Art / News
Bristol gallery to be transformed into ‘living textile studio’
Arnolfini has announced it is launching a “living, breathing textile studio” for the community.
The ambitious new space is being funded by the gallery’s first ever crowdfunding campaign, which aims to reach £20,000 over the month of April.
The new studio aims to celebrate textiles as an art form that creates important connections across cultures, and will include a gigantic weaving machine which visitors can use and a new space for making and telling stories through textiles.
is needed now More than ever
The space will also support Arnolfini’s resident Women’s Craft Club, made up of refugee and asylum communities, to work with exhibiting artists and share their traditions and skills with visitors.

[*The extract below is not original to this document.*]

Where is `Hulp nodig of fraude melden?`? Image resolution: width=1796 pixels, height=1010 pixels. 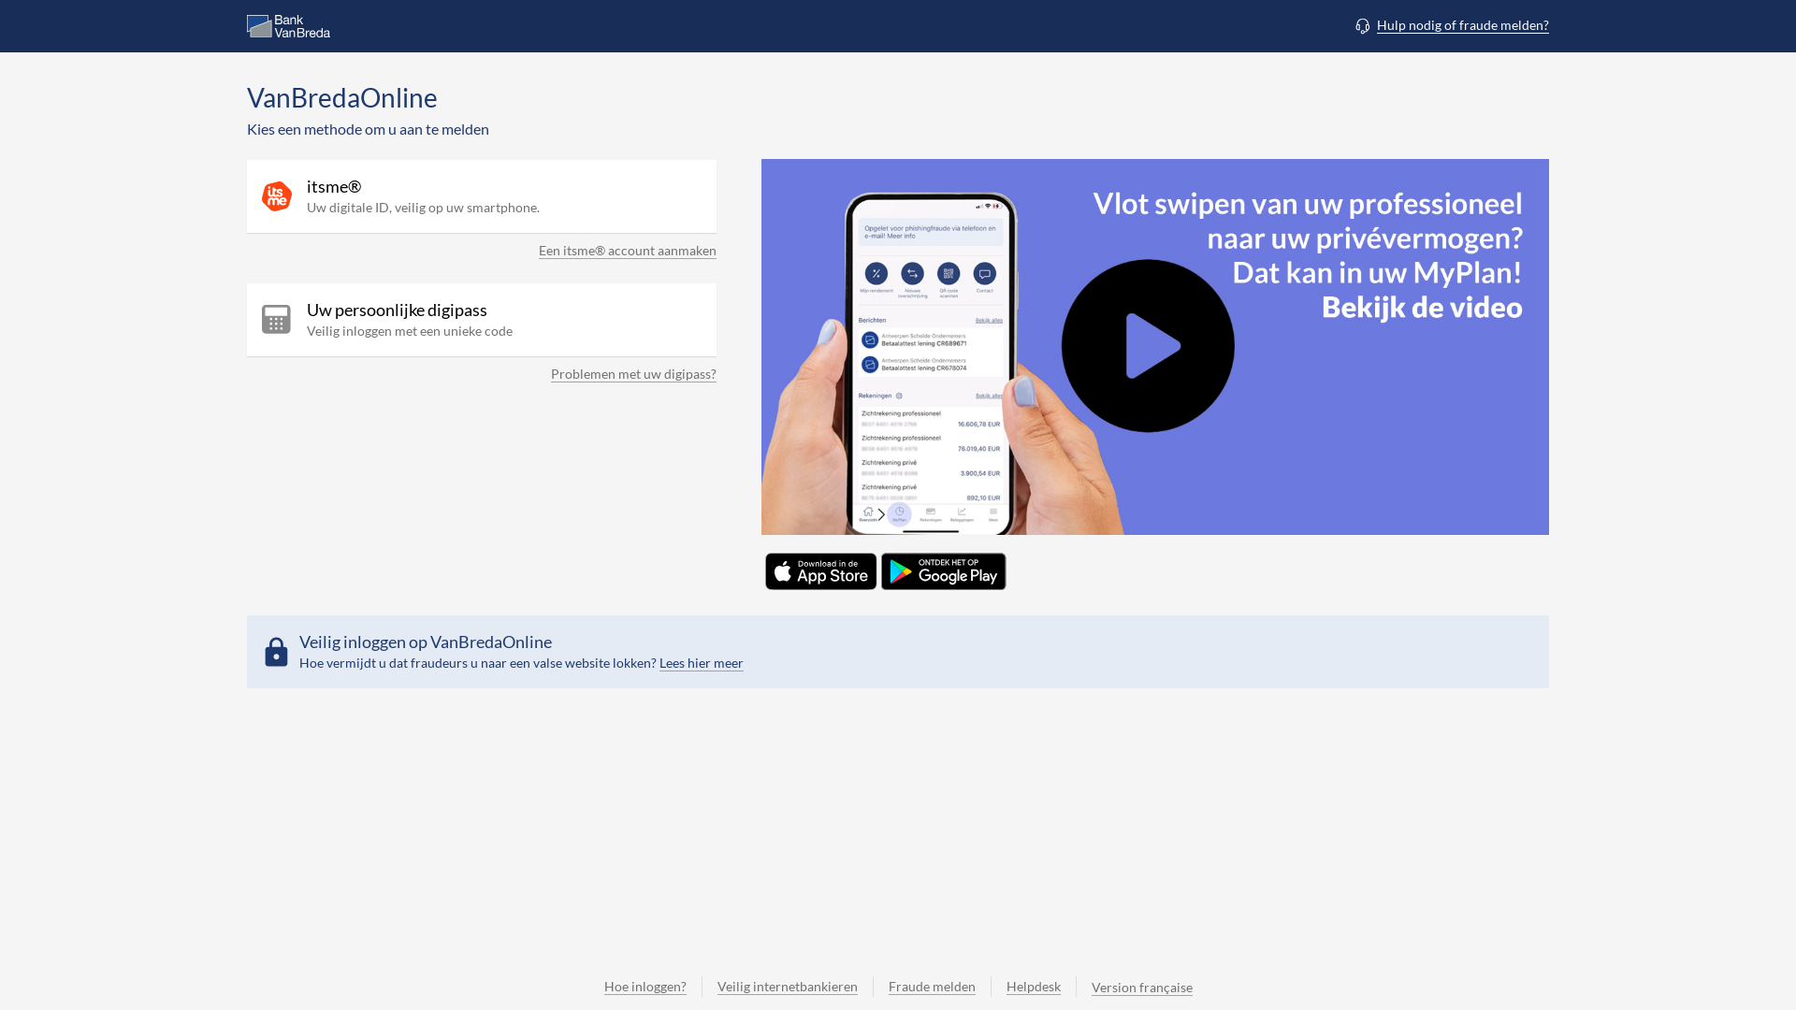
Hulp nodig of fraude melden? is located at coordinates (1451, 25).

Birmingham-based artist Faraw Moledina has also been commissioned to create a Majlis (the Arabic term for a seated room for people to gather), to create a space using her bespoke textile patterns.
Visitors will be able to spend time in the space and add their own stories to the work through embroidery.
The summer-long engagement programme will coincide with Arnolfini’s major exhibition of textiles, Threads, running from July 8 to October 1.
The exhibition will feature work from twenty-one contemporary international and intergenerational artists, co-curated by leading textile artist Alice Kettle.
The project is being funded by a crowdfunding campaign through Art Happens with Art Fund.
Donors will have the chance to receive exclusive rewards, from a limited edition tote bag and sew-on fabric patches, to hand-embroidered cushions and a visit to artist Will Cruickshank’s rural south Devon studio.
You can donate to the crowdfunder here.